Venture capital funding for Irish tech hits annual record of €1.5bn

2024’s cash haul, reported by the Irish Venture Capital Association for 2024, is up 9pc on the previous year. Funding rounds below €5m, however, fell in value.

Venture capital hit a record €1.5bn in Ireland in 2024, according to new industry figures.

An unprecedented €585m fourth quarter saw Irish tech, biotech and medical device firms attract a total of €1.48bn in cash from private investors during the last 12 months, according to the Irish Venture Capital Association (IVCA) VenturePulse report, published in association with William Fry.

The haul was a 9pc rise on 2023, itself a record fundraising year.

Artificial Intelligence (AI) accounted for over €100m of the total VC investment into Irish firms last year.

But two blockbuster funding rounds in the final three months of 2024 helped push Irish tech into a record-breaking year.

The Dublin-headquartered medical device company, Fire1, raised €116m, while the Louth-based sea drone developer, XOcean raised €115m. Other notable deals in the fourth quarter included the Dublin travel software firm, Nuitée (€46m), the biotech AI company Nuritas (€42m) and the fintech firm, NomuPay (€35.9m).

Life sciences accounted for 37pc (€552.9m) of the total raised in 2024, followed by software at 13pc (€185m), envirotech at 11pc (€161.7m), fintech at 8pc (€119m) and data at 8pc (€115m).

217 deals were completed in 2024, similar to the previous year (216).

However, despite a number of big rounds proving that Irish firms are starting to compete in scale with international peers, lower-value fundraising activity fell over the same 12-month period.

Deals in the €3m to €5m range declined by 37pc (to €82m) for the year, and by 56pc (to €17.6m) for the fourth quarter in 2024.

Funding in the €1m to €3m category fell by 24pc to €105m for the year and by 63pc to €23.6m for the quarter.

And investments below €1m declined by 4pc to €28.9m for the year and by 19pc to €7m for the quarter. Seed funding, or first rounds raised by SMEs, decreased by 4pc annually to €127m and by 55pc to €17.9m in the quarter.

“Growth in the year and final quarter was driven by big investments which demonstrates that Ireland has the capacity to create and scale world class tech firms,” said Gerry Maguire, chairperson of the Irish Venture Capital Association.

But at the lower end, the ecosystem is “choppy”, he said/

“Deals right across all sizes below €5m fell during 2024 and in quarter four.”

Mr Maguire said that the recent impact of Chinese operator DeepSeek is likely to increase, not decrease, appetite by VC investors in the sector.

“The arrival of players such as DeepSeek has the potential to boost margins and decrease development costs for AI start-ups,” he said.

“We are potentially witnessing the democratisation and ease of participation by AI developers, in the same way that Software-as-a-Service or cloud computing transformed and disrupted the traditional software model. There is massive potential in AI applications across healthcare, climate, education and other sectors, and this will be boosted by lower costs of development which represents a major opportunity for Ireland.”

Sarah-Jane Larkin, director general, IVCA, said that current global economic and political turbulence, partly driven by the new administration in the US, means that the Government’s latest €250m Seed and Venture Capital Scheme for 2025 to 2029 “couldn’t come at a better time”, with applications for the first call of up to €100m to be submitted to Enterprise Ireland by the end of this week.

“In view of global headwinds, we should be ambitious and aiming to double this,” she said.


• Task description:
Exactly how many lines below mention "main"? Answer with that number alone.

• Exercise material:
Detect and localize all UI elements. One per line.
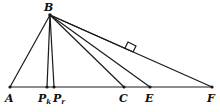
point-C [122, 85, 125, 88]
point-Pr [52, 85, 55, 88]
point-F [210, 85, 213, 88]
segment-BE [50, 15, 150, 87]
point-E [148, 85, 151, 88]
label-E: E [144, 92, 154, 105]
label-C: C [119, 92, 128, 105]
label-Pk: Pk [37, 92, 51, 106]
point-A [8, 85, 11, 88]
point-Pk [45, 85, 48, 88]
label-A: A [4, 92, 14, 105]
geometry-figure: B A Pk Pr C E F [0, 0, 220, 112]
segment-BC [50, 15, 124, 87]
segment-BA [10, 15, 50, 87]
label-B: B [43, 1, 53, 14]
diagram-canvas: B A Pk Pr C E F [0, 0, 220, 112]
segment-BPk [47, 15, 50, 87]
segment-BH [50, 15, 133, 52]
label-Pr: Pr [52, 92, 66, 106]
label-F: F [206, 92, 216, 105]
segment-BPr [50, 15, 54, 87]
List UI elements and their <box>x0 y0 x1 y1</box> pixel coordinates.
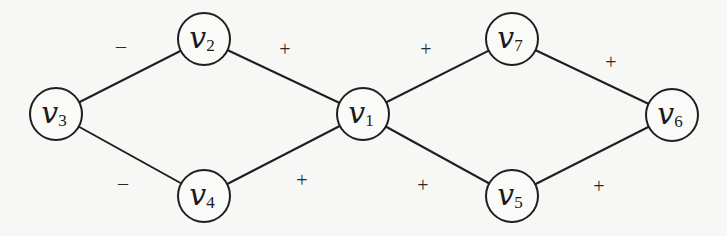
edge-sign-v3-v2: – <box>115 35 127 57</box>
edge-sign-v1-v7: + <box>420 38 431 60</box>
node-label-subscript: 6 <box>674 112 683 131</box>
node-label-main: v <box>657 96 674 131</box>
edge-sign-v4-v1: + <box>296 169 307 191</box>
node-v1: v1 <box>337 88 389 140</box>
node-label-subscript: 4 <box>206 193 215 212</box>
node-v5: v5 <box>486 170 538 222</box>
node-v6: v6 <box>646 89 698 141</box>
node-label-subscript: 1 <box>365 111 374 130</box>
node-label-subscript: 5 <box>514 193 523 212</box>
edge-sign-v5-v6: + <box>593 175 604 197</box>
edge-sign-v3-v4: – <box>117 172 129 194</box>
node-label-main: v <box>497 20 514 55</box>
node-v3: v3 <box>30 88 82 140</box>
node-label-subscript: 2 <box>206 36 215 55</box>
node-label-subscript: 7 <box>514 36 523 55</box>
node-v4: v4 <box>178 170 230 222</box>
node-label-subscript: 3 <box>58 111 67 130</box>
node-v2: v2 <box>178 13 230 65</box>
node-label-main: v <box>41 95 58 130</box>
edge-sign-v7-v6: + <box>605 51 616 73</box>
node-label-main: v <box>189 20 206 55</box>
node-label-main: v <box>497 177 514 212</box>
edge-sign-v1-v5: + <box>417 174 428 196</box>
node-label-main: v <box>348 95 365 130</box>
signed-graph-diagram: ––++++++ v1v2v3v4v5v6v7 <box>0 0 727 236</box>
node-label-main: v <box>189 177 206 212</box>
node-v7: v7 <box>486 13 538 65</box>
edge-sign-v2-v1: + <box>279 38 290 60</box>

• Solution:
7